4 Responses to “Favonian”

  1. Brian Michael Foote November 23, 2010 at 11:09 pm #

    Thank you so much for stopping by and saying hello! That link is great, the Groom blog is a wealth of useful info. Please hang out and feel free to comment any time! See you at CUNY IT.

  2. Charlie Edwards November 23, 2010 at 9:00 pm #

    Hi Brian, I’ve been meaning so many times to comment on your posts – you’ve been on a roll! This isn’t a proper comment really, just wanted to say hi, and thank you for the kind words about the DH guide. And you know a lot more than I do about all this stuff so have probably seen it, but just in case here’s Jim Groom’s disturbing “Useful Idiot” post from the summer, where he engages (briefly) with Anya (and a bunch of other smart people) in the comments: http://bavatuesdays.com/edupunk-or-on-becoming-a-useful-idiot/

  3. Brian Michael Foote November 17, 2010 at 6:23 pm #

    Hi Michael,

    Thanks for reading and stopping by to post! I agree that a blind spot in the argument is largely about what we do as a university with that tuition. A lot of people’s jobs depend on it as you mentioned, and in my rush of enthusiasm for finding ways to merge education with our present wealth of cheap information the practical issue of what we can do to both support the spirit of education as a project while providing jobs to perform that project in good faith is complicated. Asking taxpayers to shoulder all of it has its own attendant problems. I honestly don’t know what the practical answer is anymore. I mentioned last week, and agree with you here, that the internet provides a wealth of ways to do for free what we probably pay a king’s ransom for in proprietary software. Propriety has its benefits of course, but surely there’s something to be done.

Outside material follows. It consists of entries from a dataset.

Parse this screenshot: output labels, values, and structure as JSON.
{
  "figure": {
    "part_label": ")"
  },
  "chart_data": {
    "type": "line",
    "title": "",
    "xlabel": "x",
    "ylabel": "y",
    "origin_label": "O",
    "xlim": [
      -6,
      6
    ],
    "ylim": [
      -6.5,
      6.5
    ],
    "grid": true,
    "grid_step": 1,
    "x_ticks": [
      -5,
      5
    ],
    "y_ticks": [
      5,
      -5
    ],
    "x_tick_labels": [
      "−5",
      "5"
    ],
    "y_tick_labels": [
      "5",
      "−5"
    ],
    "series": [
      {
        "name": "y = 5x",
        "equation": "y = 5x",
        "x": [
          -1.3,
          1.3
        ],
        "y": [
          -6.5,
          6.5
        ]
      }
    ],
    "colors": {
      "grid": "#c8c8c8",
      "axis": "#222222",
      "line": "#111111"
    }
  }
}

    I don’t expect to solve this here on Ground Control but I’m glad CUNY is thinking about it and I’m glad folks like the edupunks are forcing us to think about what the position of the university and the professor is in light of the changes that technology has wrought.

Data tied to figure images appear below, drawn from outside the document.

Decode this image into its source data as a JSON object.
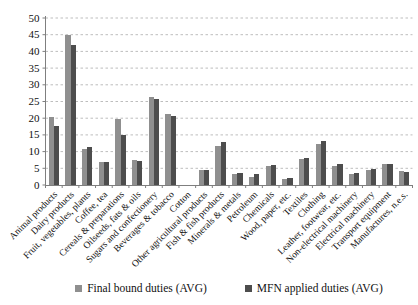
{
  "chart_data": {
    "type": "bar",
    "title": "",
    "xlabel": "",
    "ylabel": "",
    "ylim": [
      0,
      50
    ],
    "yticks": [
      0,
      5,
      10,
      15,
      20,
      25,
      30,
      35,
      40,
      45,
      50
    ],
    "grid": "horizontal-dashed",
    "grid_color": "#bdbdbd",
    "axis_color": "#7f7f7f",
    "legend_position": "bottom",
    "categories": [
      "Animal products",
      "Dairy products",
      "Fruit, vegetables, plants",
      "Coffee, tea",
      "Cereals & preparations",
      "Oilseeds, fats & oils",
      "Sugars and confectionery",
      "Beverages & tobacco",
      "Cotton",
      "Other agricultural products",
      "Fish & fish products",
      "Minerals & metals",
      "Petroleum",
      "Chemicals",
      "Wood, paper, etc.",
      "Textiles",
      "Clothing",
      "Leather, footwear, etc.",
      "Non-electrical machinery",
      "Electrical machinery",
      "Transport equipment",
      "Manufactures, n.e.s."
    ],
    "series": [
      {
        "name": "Final bound duties (AVG)",
        "color": "#8f8f8f",
        "values": [
          20.4,
          45.0,
          10.8,
          6.9,
          19.7,
          7.4,
          26.3,
          21.3,
          0,
          4.4,
          11.8,
          3.3,
          2.5,
          5.8,
          1.7,
          7.9,
          12.4,
          5.8,
          3.3,
          4.4,
          6.2,
          4.2
        ]
      },
      {
        "name": "MFN applied duties (AVG)",
        "color": "#4d4d4d",
        "values": [
          17.8,
          42.0,
          11.3,
          6.8,
          15.1,
          7.2,
          25.6,
          20.8,
          0,
          4.6,
          13.0,
          3.6,
          3.2,
          6.1,
          2.1,
          8.2,
          13.2,
          6.2,
          3.7,
          4.8,
          6.4,
          3.8
        ]
      }
    ]
  }
}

  4. Michael November 17, 2010 at 11:38 am #

    What’s missing from this discussion is an explanation of where the tuition payed to CUNY is going. I’ve been told, by CUNY trustees, that CUNY could “never be free again simply because of the number of people who would be put out of work by that change.” According to them, tuition paid to CUNY is keeping a huge civil service workforce employed. Without the processes involved in collecting tuition: managing enrollment, payment, billing, scholarships, financial aid, technology fees, etc. none of those jobs would be necessary. Many of the stable, long term jobs in the civil service system sought by graduates of CUNYs junior colleges wouldn’t exist at all, and the bureaucratic staff of most of the colleges would be less than half what it is currently.

    Of course, if CUNY would stop spending money on proprietary software deals and third party technology contractors, that money could be used to re-train the civil service staff in open source academic technology, keeping them all employed in the service of education instead of bill paying, filing and answering phones. And, on top of that, CUNY could be tuition free again.

    But, instead CUNY currently spends millions of dollars a year on deals with companies like Microsoft and Blackboard to purchase proprietary software in order to fill functions that Free Software could easily fill. And while that’s going on, the leadership of CUNY schools are sending out emails asking: “Does anyone have ideas about how we could save some money during this budget crisis?”